Secondly will i have problem with disallowing all spiders to the cgi-bin in my robots.txt?
In reality, the crawlers only pick-up the and don't need the perl script for this, or am I also wrong in this?
Greetings,
looking for information concerning redirects via scripts (or agents in our case) I discovered this thread but after reading all of it I still don't know if it applies to our situation so pardon me if I open this can of worms again.
We are using a Lotus Notes agent to count clicks on some outbound links. These links look like:
[mysite.com...]
The agent just writes the date and time and URL of the click into a file and opens the target URL in a new browser window (but not in a frame like in nuhkweb's case). The adress line in this window only shows [theirsite.com....]

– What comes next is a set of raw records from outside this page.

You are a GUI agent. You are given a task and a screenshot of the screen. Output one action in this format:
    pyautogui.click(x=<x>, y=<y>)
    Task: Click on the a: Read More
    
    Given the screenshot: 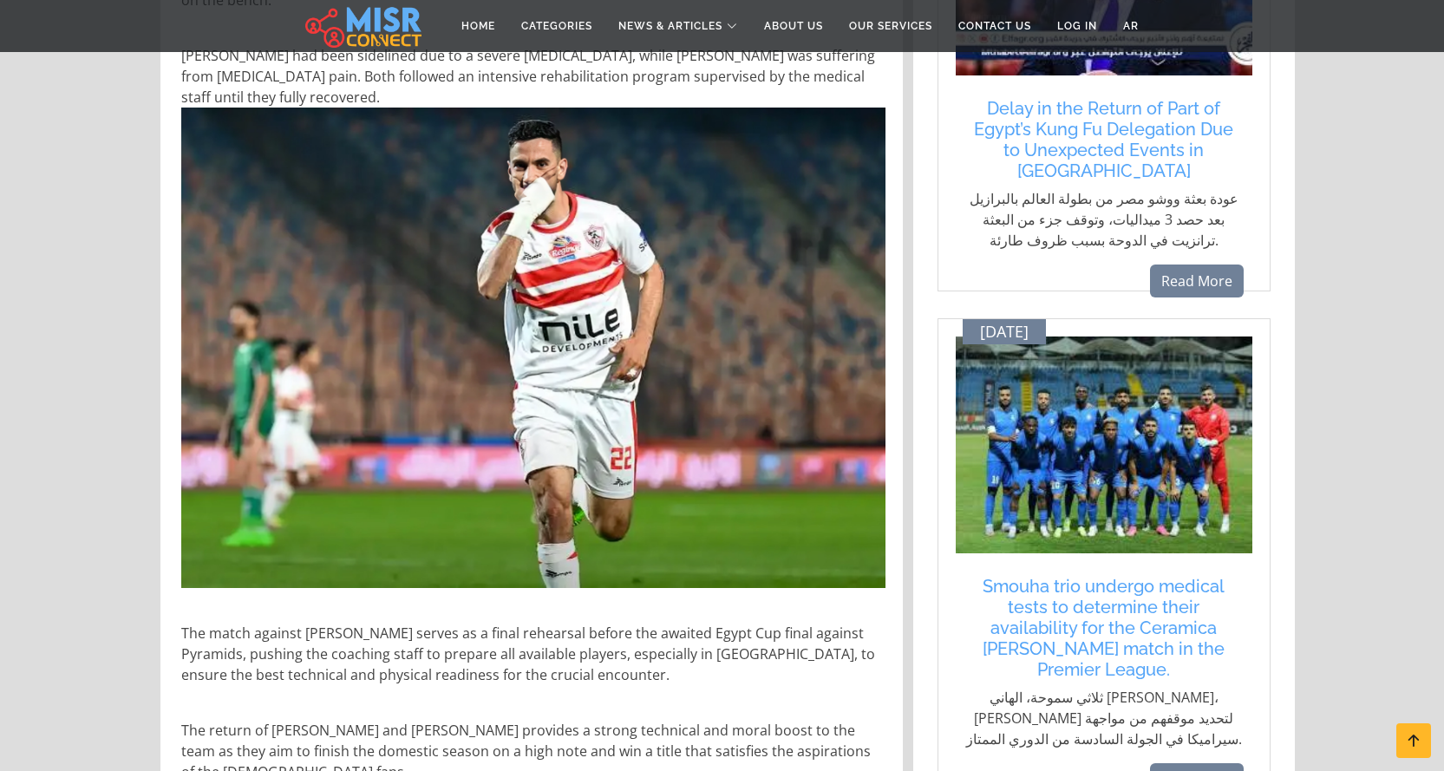 What is the action you would take?
    pyautogui.click(x=1197, y=281)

In our logfile these clicks are recorded with a 302 return code. If I understood the discussion so far correctly this should mean that the Page Rank stays on our site, even if we want the target URL to get the Page Rank. So is there a way to be able to count clickthroughs and still have Google consider the links for Page Rank purposes?
Thanks in advance
[mysite.com...]
show up in serps and it listed the url as:
[mysite.com...]
of course it went to the intended target, but it was shown in serps as belonging to the linking site (with PR).
Now the problem seems to be dupe content, both sites/pages get indexed independently.
With tags, I had the same issue of an affiliate ranking higher for my site than I ranked. Looks like I need to put in the 301 redirect for the remaining tags otherwise have the problems of duplicate pages and PR going to meaningless url's.